On strategic marketing and strategy

On strategic marketing and strategy Michael Porter wrote [1]:
many strategic plans are lists of action steps without a clear articulation of what competitive advantage the firm has or seeks to achieve and how.

Over 30 years later not much improvement has happened.

Why? Because the concepts of Differentiation, Segmentation, and Value still make little sense for far too many marketers.

How to think strategically

Words without a clean and unique meaning, like good, great, best, quality, just to mention a few, should be banned in business and they should never be used in strategic marketing documents.

Replace them instead with meaningful terms.

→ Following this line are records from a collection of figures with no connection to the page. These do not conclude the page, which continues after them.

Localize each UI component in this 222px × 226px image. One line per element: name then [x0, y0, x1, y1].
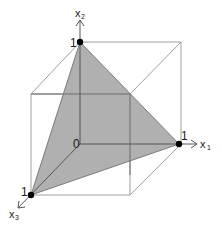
svg-text:x: x	[200, 138, 206, 150]
svg-text:3: 3	[15, 214, 19, 221]
x2-unit-point	[77, 39, 83, 45]
x3-unit-point	[28, 192, 34, 198]
origin-label: 0	[73, 137, 80, 151]
svg-text:2: 2	[81, 13, 85, 20]
x2-tick-label: 1	[70, 36, 77, 50]
x2-axis-label: x 2	[75, 7, 85, 20]
diagram-svg: 0 1 1 1 x 2 x 1 x 3	[0, 0, 222, 226]
x3-tick-label: 1	[21, 185, 28, 199]
x1-tick-label: 1	[181, 129, 188, 143]
x3-axis-label: x 3	[9, 208, 19, 221]
x1-axis-label: x 1	[200, 138, 211, 151]
simplex-diagram: 0 1 1 1 x 2 x 1 x 3	[0, 0, 222, 226]
svg-text:1: 1	[207, 144, 211, 151]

The question to find an answer to is:

What do you mean with good?
And with quality?

We market high-quality products is a non-sense statement unless you clearly say what you mean with ‘quality’.

Learn how to write to learn how to think strategically.

Write short.

Write bold.

How to write strategies for strategic marketing

Strategies are written in comparison, for instance to a competitor or to a comparable technical performance, and can be clustered in three main groups:

Strong strategies are often built upon a core competence, where core competence means a bundle of deep knowledge and material resources companies have and mastered [2].

The core competence in Calcium allowed P&G to launch extremely successful detergents, medical drugs, and cosmetics.

What core competencies does your company master?

How to use strategies

You read and re-read a strategy, till you memorize it.

That helps you stay coherent during the strategy execution.

Of course, if your strategy is pages long you may have your troubles memorizing it.

So, if you can’t memorize your strategy chances are it is not a strategy.

Strategies are short statements, say less than 50 words, backed up with supporting evidence. The evidence is written separately from the strategy, and it may take more space, say half to one page.

If you need more space to describe your strategies chances are you are not writing a strategy but rather an operating (executive), short-time oriented document. Strategies are long-term oriented, say 5+ years.

 

________________________

 

[1] Michael Porter, Competitive Advantage. Free Press 1985.

[2] Gary Hamel, C.K. Prahalad, Competing for the future. Harvard Business School Press 1994.